This is the mail archive of the
gcc@gcc.gnu.org
mailing list for the GCC project.
RE: dynamic library cost (was RE: libtool, java woes)
- To: "'Jeff Sturm'" <jsturm at one-point dot com>, Tom Tromey <tromey at redhat dot com>
- Subject: RE: dynamic library cost (was RE: libtool, java woes)
- From: "Boehm, Hans" <hans_boehm at hp dot com>
- Date: Thu, 12 Apr 2001 14:30:38 -0700
- Cc: "Boehm, Hans" <hans_boehm at hp dot com>, java at gcc dot gnu dot org, gcc at gcc dot gnu dot org
> -----Original Message-----
> From: Jeff Sturm [mailto:jsturm@one-point.com]
> 1) If I have two shared libraries, both compiled with
> compatible releases
> of gcj but targetted to different GC libraries, is there any hope of
> loading them both into one process image (i.e. running two GC systems
> concurrently)?
>
> I'm thinking the answer is "no", but just thought I'd ask.
I also think the answer is "no". If you wanted to make the answer "yes",
you'd need a fairly elaborate protocol between the two collectors to handle
pointer chains that cross from the heap manged by one GC to the other.
>
> 2) If someone really wants pluggable GC (along with somewhat reduced
> efficiency), would it be practical to define a "generic" GC
> interface for
> this purpose?

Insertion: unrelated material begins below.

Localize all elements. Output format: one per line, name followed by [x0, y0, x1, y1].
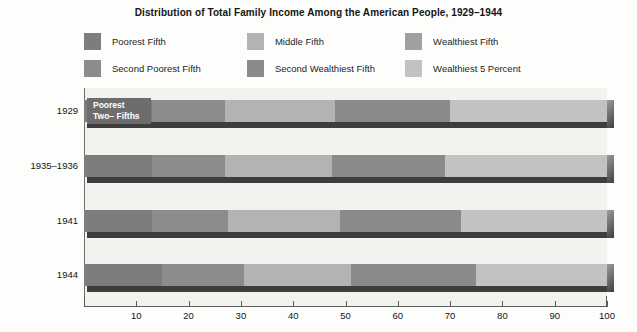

That would leave the choice up to the package
> maintainer.
>
> Suppose we had two GC libraries available today, named "boehm" and
> "copying". You could require that these two cannot be mixed
> freely, but
> either could be mixed with a "generic" which would use whatever GC is
> loaded at runtime.
>
I would be inclined to make direct calls into the GC a configurable option,
so that you can still go through _Jv_AllocObject if you desire (or probably
if you want to use JVMPI). I think that gets you this level of
compatibility, assuming both collectors can live with the same generated
code, which I suspect greatly restricts the space of possibilities. (As far
as I know, the only way to currently get a write barrier is with virtual
memory techniques. That means generational or incremental collection
requires virtual memory, and you only get update information at coarse
granularity. And you're presumably limited to a conservative stack scan.)